La Salle basketball legend Tom Gola gets his due in a new book | Mike Jensen
A La Salle graduate wrote about the life of La Salle’s most illustrious basketball alum, the man whose NCAA career rebounding mark of 2,201 has stood for over 60 years.
The book got inside his head, the idea of it. David Grzybowski had gone to La Salle, graduated in 2013. That was the year, of course, the Explorers went to the Sweet 16 of the NCAA Tournament. That wasn’t the book Grzybowski had in his head.
The Explorers played inside Tom Gola Arena. That was the book. Tom Gola.
“A month before the A-10 tournament, I was doing a project of the history of the La Salle Explorers mascots for a senior video project,’’ Grzybowski said. He was at the school’s archives, talking to the long-time archivist, Brother Joseph Grabenstein, who had been filling a box for years in his basement enclave in College Hall. The box was full of Tom Gola.
That day, Grabenstein mentioned to Grzybowski he was going to see Gola that weekend.
Grzybowski isn’t a shy guy. He’s willing to push a bit, which comes in handy. After graduation, he got in the television sports journalism business.
“Can I come with you? Grzybowski asked about the Gola visit. “Can I write a story for the Collegian?”
The answer, it turned out, was yes. That day, this Christian Brother also said something else.
“I don’t even know if it was to me,’’ Grzybowski said. “He said out loud, ‘Someone should write a book about Tom Gola.’ ‘’
Almost six years later, a book is out, Mr. All-Around, the LIfe of Tom Gola, by David Grzybowski. A La Salle graduate wrote about the life of La Salle’s most illustrious basketball alum, the man whose NCAA career rebounding mark of 2,201 has stood for over 60 years, with nobody getting within 400 rebounds of it over the last 40 years.
That’s impressive? As a rookie with the Philadelphia Warriors in 1955-56, Gola basically played point guard as the team won the NBA title.
That’s Magic Johnson before Magic Johnson was born type stuff -- again, career NCAA rebounding leader. Rookie point guard for NBA champions.
Mr. All-Around.
Of course, that name went far beyond the court, as Gola career included a brief successful stint as La Salle’s coach, as a businessman, and famously as controller of the City of Philadelphia.
Still, a statue of Gola graces the arena with his name on it because of his feats as a ballplayer. That’s the spine of Grzybowski’s book, this singular career.
Grzybowski did accompany Grabenstein to Gola’s house in 2013, the year before Gola died. A stroke had made it difficult for Gola to speak, but this son of a policeman from the Olney section of Philadelphia explained to the La Salle undergraduate, “I was born with these hands. They were given to me by God.”
The book was, in a sense, a labor of love.
“I kind of want to share this,’’ Grzybowski said. “I had moved down to Raleigh.”
He had a TV job.
“I got engaged on a Wednesday,’’ Grzybowski said. “A couple of days later, I got laid off. My now-wife talked to me -- I think she even told me that night, ‘You’re going to finish the book.’ I just put my head down.”
So that’s what he did. He already had gotten about 60 percent through it, he said. For the next four or five months, he got to the end.
“It was like a perfect storm -- now I have time to finish this,’’ Grzybowski said.
Tom Gola’s wife, Caroline, was beyond helpful as Grzybowski dug into the research.
“She would give a number -- I think she had Bob Cousy’s number and it was the same number,’’ he said. “She’s like family to me now. She came to my wedding.”
At Tom Gola’s funeral, Grzybowski sat next to Brother Joseph Grabenstein, who gave the eulogy that day, a spectacular tour through Gola’s life. The pastor quoted Longfellow. "Not in the clamor of the crowded street, not in the shouts and plaudits of the throng, but in ourselves, are triumph and defeat."
Sitting there in the second row, just behind the family,Grzybowski remembers telling himself, “I’m meant to write this book.”
Everybody helped, even people he met at the funeral home, since such endeavors become a group project of sorts, a legacy at the center of it.
The reason the book was important, Grzybowski said, he came to realize as a student at La Salle, other students really didn’t know the man. He was just a name on a building.
“I don’t think people know Gola,’’ Grzybowski said.
He’ll take you back to a different time and place, seven children in a little rowhouse, a father who also moonlighted as a mechanic, who was rarely seen except for summer sojourns to Wildwood.
Of a boy who rose to the top.
“No one, including Cousy, no one said a bad word about Gola,’’ Grzybowski said. “At one point, I said, ‘I know this guy isn’t Saint Gola. No one is perfect.’ ‘’
His own admiration never wavered, the author made clear. The book is out now, published by Temple University Press. The title, Grzybowski decided, just fit. There’s no sense denying the obvious.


Work to be completed — Give back the listing in full and exactly, leaving out the images.

★ ★ ★ ★

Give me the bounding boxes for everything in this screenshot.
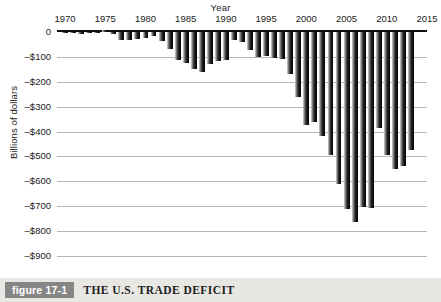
y-axis-tick-label: –$400: [3, 125, 51, 136]
bar: [78, 32, 84, 34]
y-axis-tick-label: –$500: [3, 150, 51, 161]
bar: [336, 32, 342, 184]
y-axis-tick-label: –$300: [3, 100, 51, 111]
figure-caption: figure 17-1 THE U.S. TRADE DEFICIT: [0, 278, 441, 302]
y-axis-tick-label: –$100: [3, 50, 51, 61]
y-axis-tick-label: 0: [3, 26, 51, 37]
bar: [303, 32, 309, 125]
figure-title: THE U.S. TRADE DEFICIT: [83, 284, 234, 296]
x-axis-tick-label: 1990: [215, 13, 236, 24]
bar: [151, 32, 157, 36]
x-axis-tick-label: 1970: [54, 13, 75, 24]
bar: [360, 32, 366, 207]
x-axis-tick-label: 1980: [135, 13, 156, 24]
bar: [352, 32, 358, 222]
bar: [183, 32, 189, 63]
bar: [110, 32, 116, 34]
bar: [231, 32, 237, 40]
bar: [223, 32, 229, 60]
bar: [384, 32, 390, 155]
bar: [159, 32, 165, 41]
bar: [400, 32, 406, 166]
bar: [287, 32, 293, 74]
x-axis-tick-label: 2000: [296, 13, 317, 24]
bar: [344, 32, 350, 209]
bar: [255, 32, 261, 57]
bar: [295, 32, 301, 97]
bar: [408, 32, 414, 150]
bar: [70, 32, 76, 33]
x-axis-tick-label: 1985: [175, 13, 196, 24]
x-axis-tick-label: 2010: [376, 13, 397, 24]
bar: [118, 32, 124, 40]
bar: [143, 32, 149, 38]
x-axis-tick-label: 2005: [336, 13, 357, 24]
bar: [175, 32, 181, 60]
x-axis-tick-label: 1995: [256, 13, 277, 24]
bar: [311, 32, 317, 122]
y-axis-tick-label: –$700: [3, 200, 51, 211]
figure-number-badge: figure 17-1: [5, 282, 74, 298]
bar: [86, 32, 92, 33]
bar: [207, 32, 213, 64]
bar: [94, 32, 100, 33]
bar: [102, 30, 108, 32]
x-axis-tick-label: 2015: [416, 13, 437, 24]
gridline: [57, 231, 427, 232]
bar: [368, 32, 374, 208]
bar: [62, 32, 68, 33]
plot-area: 0–$100–$200–$300–$400–$500–$600–$700–$80…: [57, 32, 427, 256]
bar: [134, 32, 140, 39]
bar: [167, 32, 173, 49]
bar: [126, 32, 132, 40]
bar: [263, 32, 269, 56]
bar: [392, 32, 398, 169]
bar: [215, 32, 221, 61]
bar: [199, 32, 205, 72]
bar: [328, 32, 334, 155]
bar: [247, 32, 253, 50]
bar: [191, 32, 197, 69]
bar: [271, 32, 277, 58]
bar: [279, 32, 285, 59]
y-axis-tick-label: –$800: [3, 225, 51, 236]
bar: [239, 32, 245, 42]
bar: [319, 32, 325, 136]
bar: [376, 32, 382, 128]
figure-container: Year Billions of dollars 0–$100–$200–$30…: [0, 0, 441, 302]
x-axis-title: Year: [0, 2, 441, 13]
y-axis-tick-label: –$900: [3, 250, 51, 261]
y-axis-tick-label: –$600: [3, 175, 51, 186]
gridline: [57, 256, 427, 257]
x-axis-tick-label: 1975: [95, 13, 116, 24]
y-axis-tick-label: –$200: [3, 75, 51, 86]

★ ★ ★ ★

Written reply —
Give me the bounding boxes for everything in this screenshot.
y-axis-tick-label: –$400: [3, 125, 51, 136]
bar: [78, 32, 84, 34]
y-axis-tick-label: –$500: [3, 150, 51, 161]
bar: [336, 32, 342, 184]
y-axis-tick-label: –$300: [3, 100, 51, 111]
figure-caption: figure 17-1 THE U.S. TRADE DEFICIT: [0, 278, 441, 302]
y-axis-tick-label: –$100: [3, 50, 51, 61]
y-axis-tick-label: 0: [3, 26, 51, 37]
bar: [303, 32, 309, 125]
figure-title: THE U.S. TRADE DEFICIT: [83, 284, 234, 296]
x-axis-tick-label: 1990: [215, 13, 236, 24]
bar: [151, 32, 157, 36]
x-axis-tick-label: 1970: [54, 13, 75, 24]
bar: [360, 32, 366, 207]
x-axis-tick-label: 1980: [135, 13, 156, 24]
bar: [352, 32, 358, 222]
bar: [183, 32, 189, 63]
bar: [110, 32, 116, 34]
bar: [231, 32, 237, 40]
bar: [223, 32, 229, 60]
bar: [384, 32, 390, 155]
bar: [159, 32, 165, 41]
bar: [400, 32, 406, 166]
bar: [287, 32, 293, 74]
x-axis-tick-label: 2000: [296, 13, 317, 24]
bar: [344, 32, 350, 209]
bar: [255, 32, 261, 57]
bar: [295, 32, 301, 97]
bar: [408, 32, 414, 150]
bar: [70, 32, 76, 33]
x-axis-tick-label: 1985: [175, 13, 196, 24]
x-axis-tick-label: 2010: [376, 13, 397, 24]
bar: [118, 32, 124, 40]
bar: [143, 32, 149, 38]
x-axis-tick-label: 2005: [336, 13, 357, 24]
bar: [175, 32, 181, 60]
x-axis-tick-label: 1995: [256, 13, 277, 24]
bar: [311, 32, 317, 122]
y-axis-tick-label: –$700: [3, 200, 51, 211]
figure-number-badge: figure 17-1: [5, 282, 74, 298]
bar: [86, 32, 92, 33]
bar: [207, 32, 213, 64]
bar: [94, 32, 100, 33]
bar: [102, 30, 108, 32]
x-axis-tick-label: 2015: [416, 13, 437, 24]
gridline: [57, 231, 427, 232]
bar: [368, 32, 374, 208]
bar: [62, 32, 68, 33]
plot-area: 0–$100–$200–$300–$400–$500–$600–$700–$80…: [57, 32, 427, 256]
bar: [134, 32, 140, 39]
bar: [167, 32, 173, 49]
bar: [126, 32, 132, 40]
bar: [263, 32, 269, 56]
bar: [392, 32, 398, 169]
bar: [215, 32, 221, 61]
bar: [199, 32, 205, 72]
bar: [328, 32, 334, 155]
bar: [247, 32, 253, 50]
bar: [191, 32, 197, 69]
bar: [271, 32, 277, 58]
bar: [279, 32, 285, 59]
y-axis-tick-label: –$800: [3, 225, 51, 236]
bar: [239, 32, 245, 42]
bar: [319, 32, 325, 136]
bar: [376, 32, 382, 128]
figure-container: Year Billions of dollars 0–$100–$200–$30…: [0, 0, 441, 302]
x-axis-title: Year: [0, 2, 441, 13]
y-axis-tick-label: –$900: [3, 250, 51, 261]
y-axis-tick-label: –$600: [3, 175, 51, 186]
gridline: [57, 256, 427, 257]
x-axis-tick-label: 1975: [95, 13, 116, 24]
y-axis-tick-label: –$200: [3, 75, 51, 86]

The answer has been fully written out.